WORK REQUEST: Repeat the stretch of entries below from the line with "You are a GUI" through the line with "This screenshot has height=718, width=1276.". Include both ends and add nothing.

======== SUPPLIED RECORDS ========

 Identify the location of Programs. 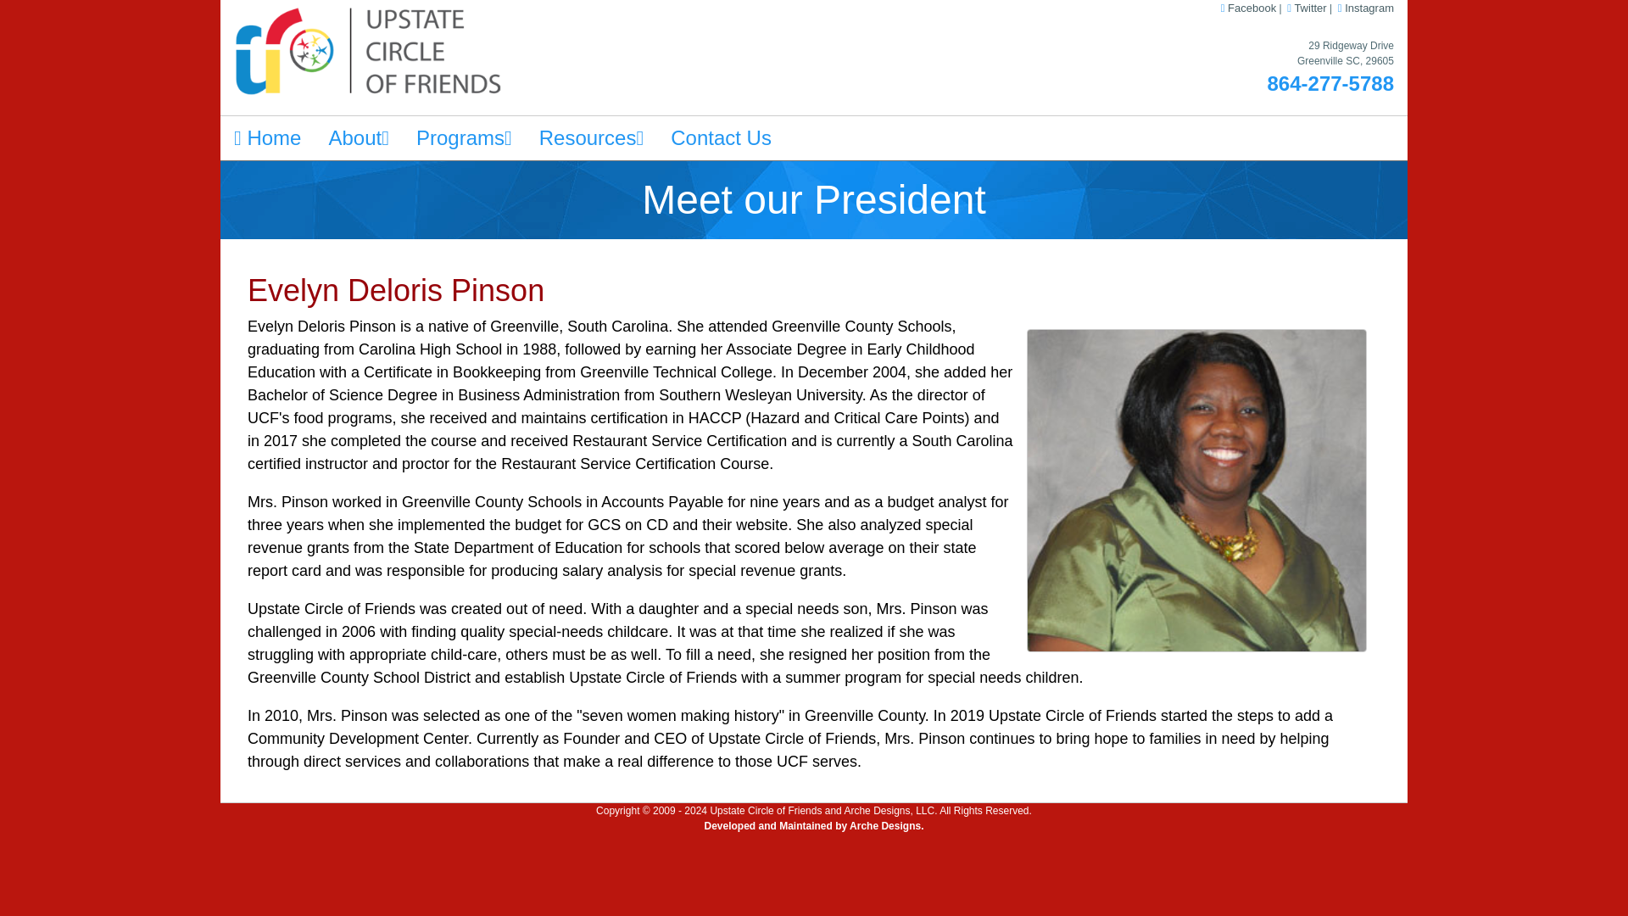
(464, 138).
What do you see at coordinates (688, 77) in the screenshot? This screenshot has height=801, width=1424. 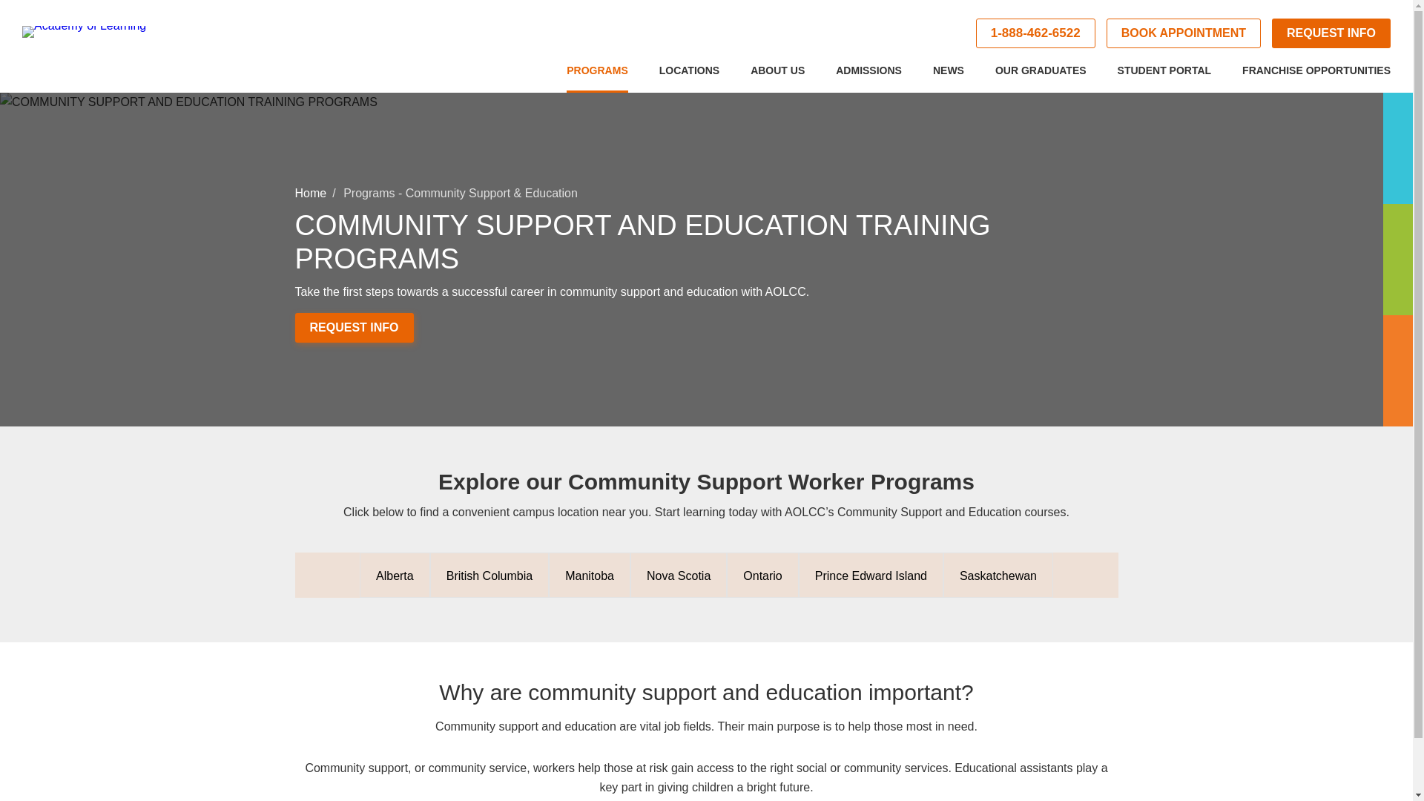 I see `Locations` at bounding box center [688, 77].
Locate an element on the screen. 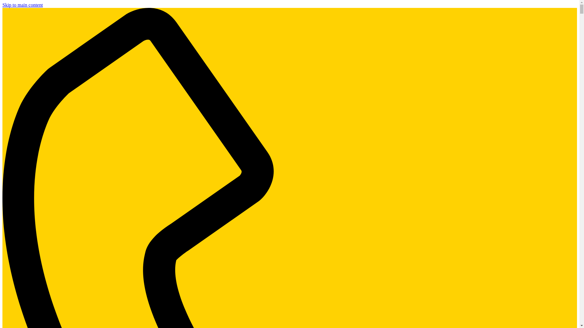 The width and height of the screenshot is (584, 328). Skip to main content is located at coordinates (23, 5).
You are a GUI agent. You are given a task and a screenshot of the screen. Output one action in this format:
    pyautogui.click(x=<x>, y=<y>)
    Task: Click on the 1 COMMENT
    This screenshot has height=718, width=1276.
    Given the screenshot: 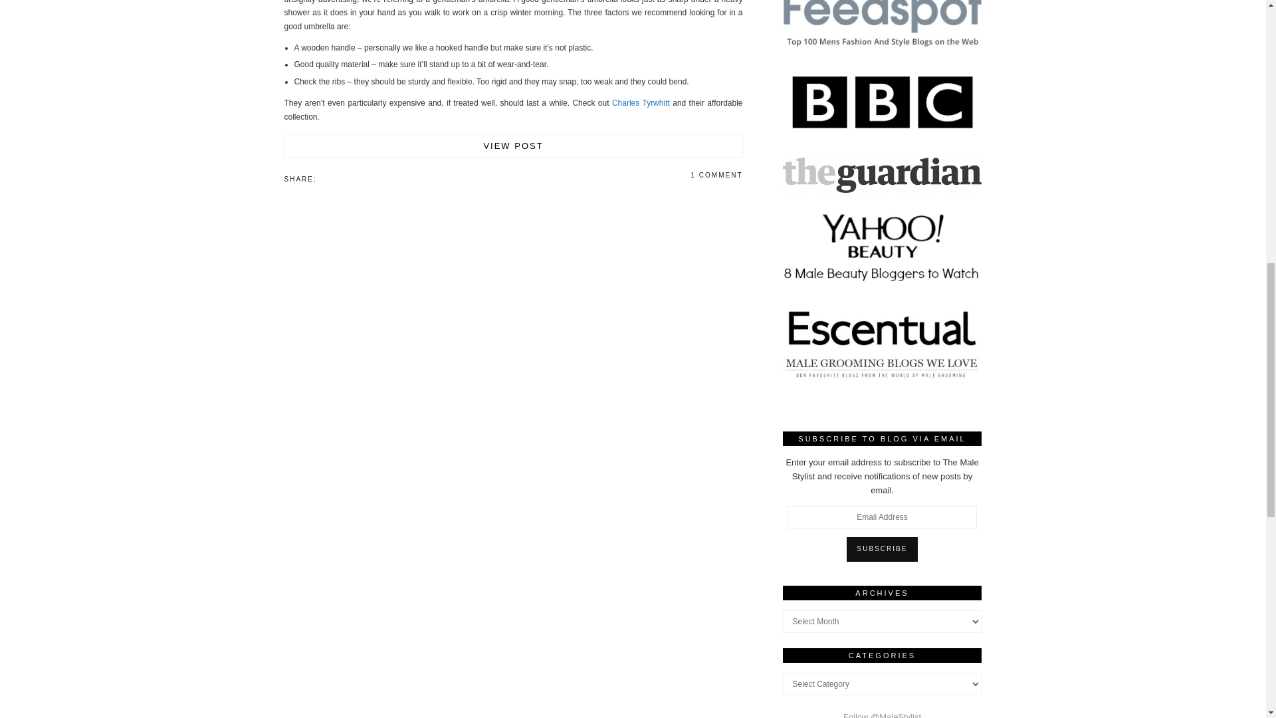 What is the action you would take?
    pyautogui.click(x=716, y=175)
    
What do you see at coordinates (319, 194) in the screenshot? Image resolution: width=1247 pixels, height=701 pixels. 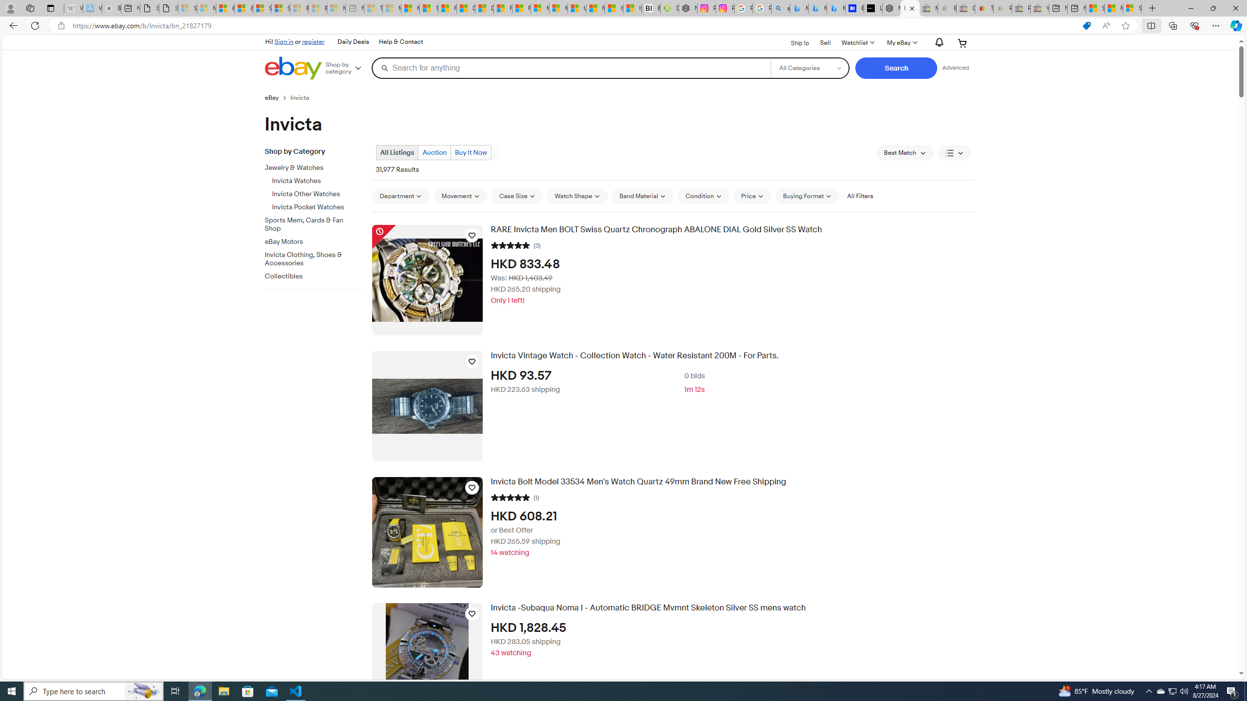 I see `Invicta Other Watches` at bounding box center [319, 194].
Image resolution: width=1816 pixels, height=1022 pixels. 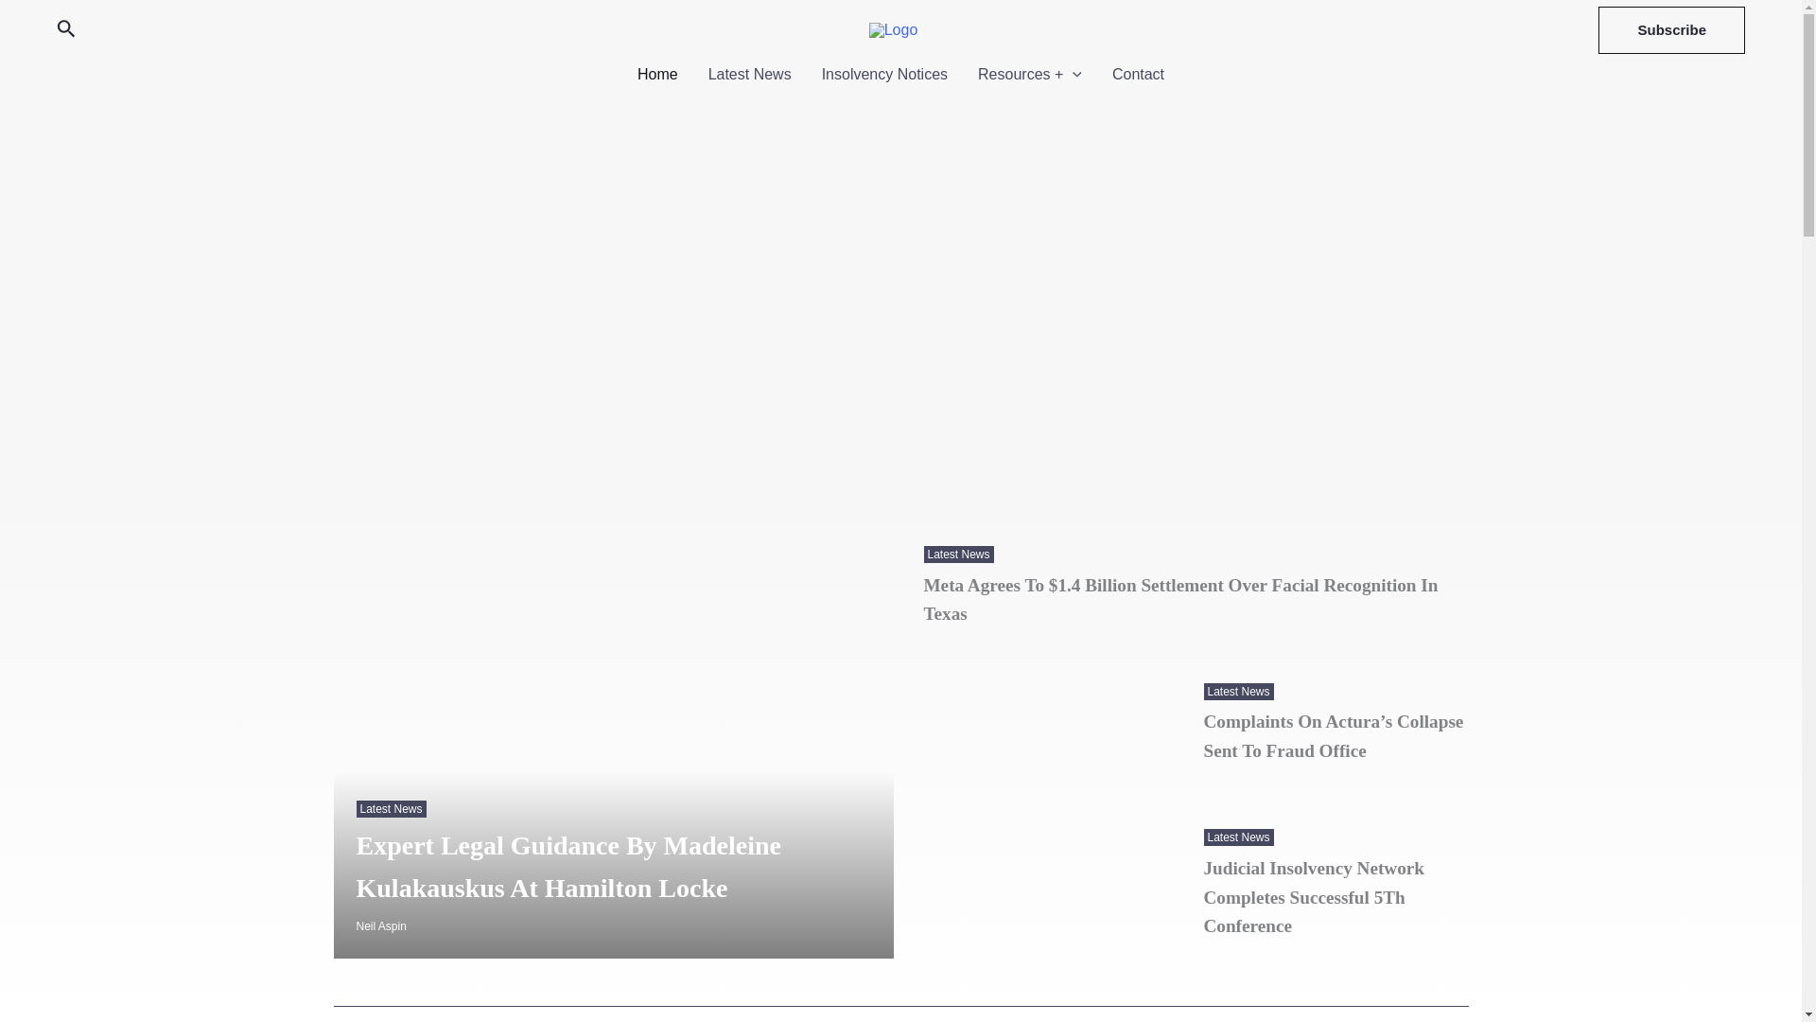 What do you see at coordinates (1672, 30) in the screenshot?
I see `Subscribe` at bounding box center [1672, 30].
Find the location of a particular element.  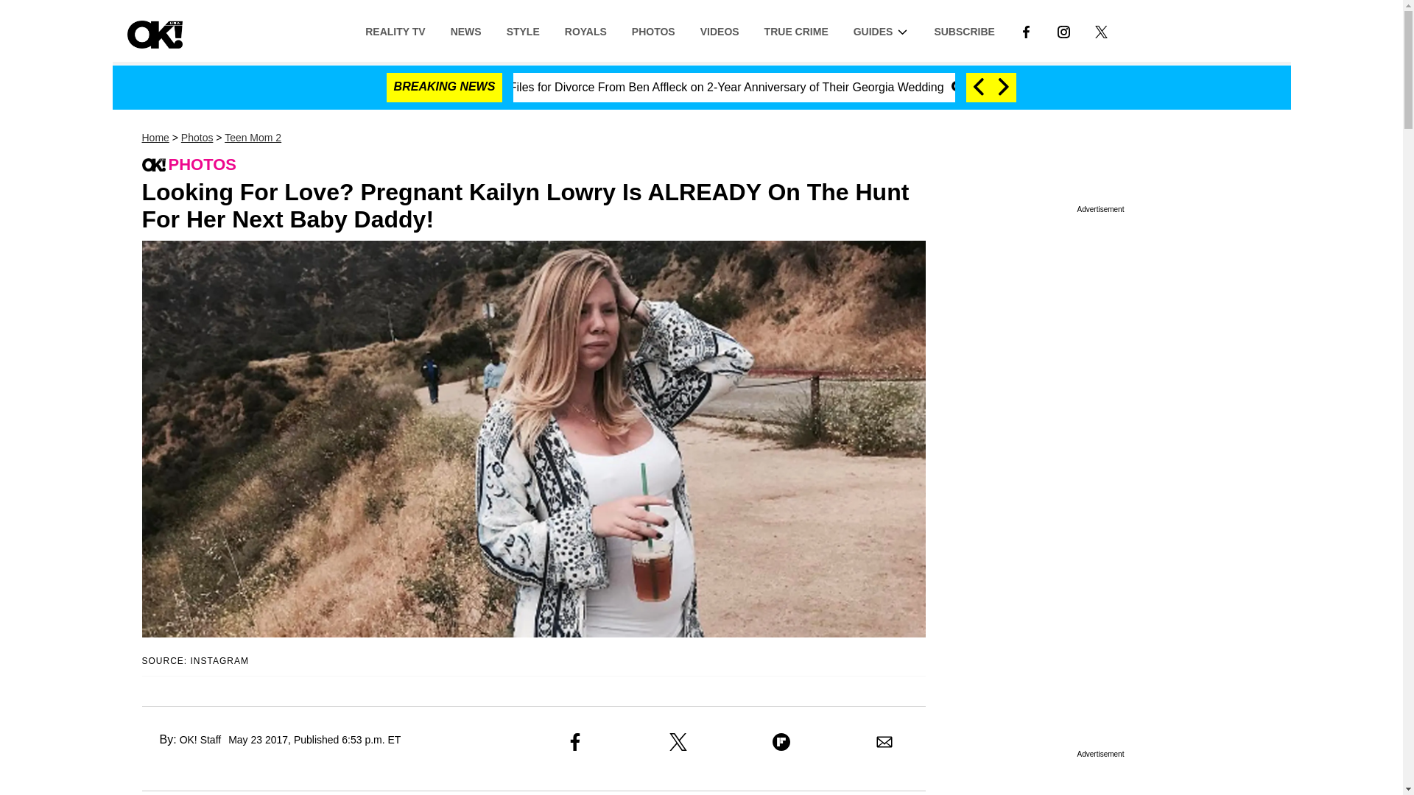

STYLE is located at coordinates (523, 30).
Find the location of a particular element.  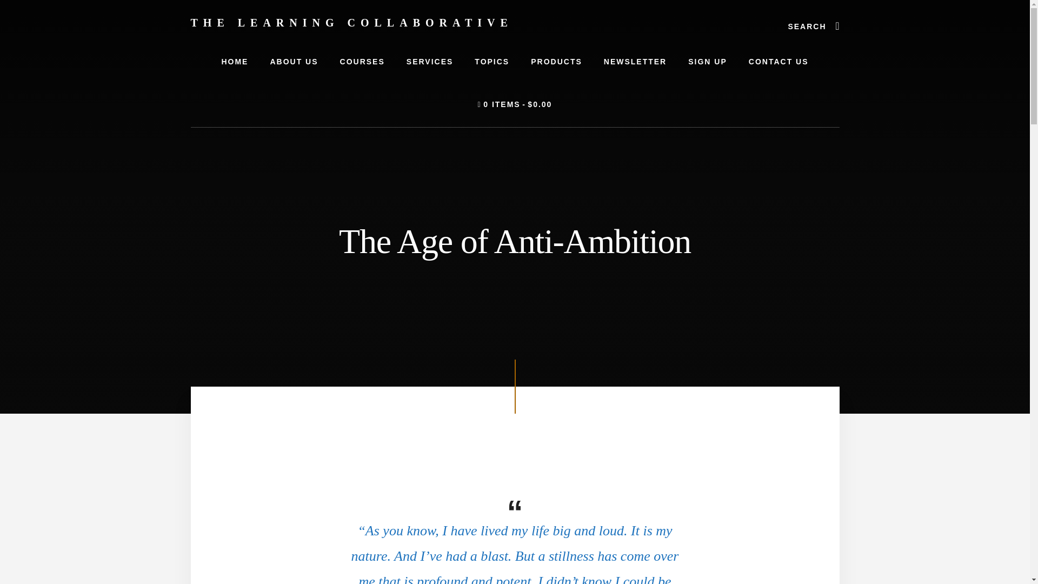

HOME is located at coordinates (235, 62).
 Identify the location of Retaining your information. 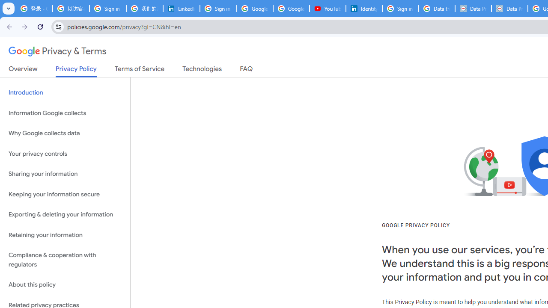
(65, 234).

========

WRITTEN SOLUTION:
You are a GUI agent. You are given a task and a screenshot of the screen. Output one action in this format:
    pyautogui.click(x=<x>, y=<y>)
    Task: Click on the 1 COMMENT
    This screenshot has height=718, width=1276.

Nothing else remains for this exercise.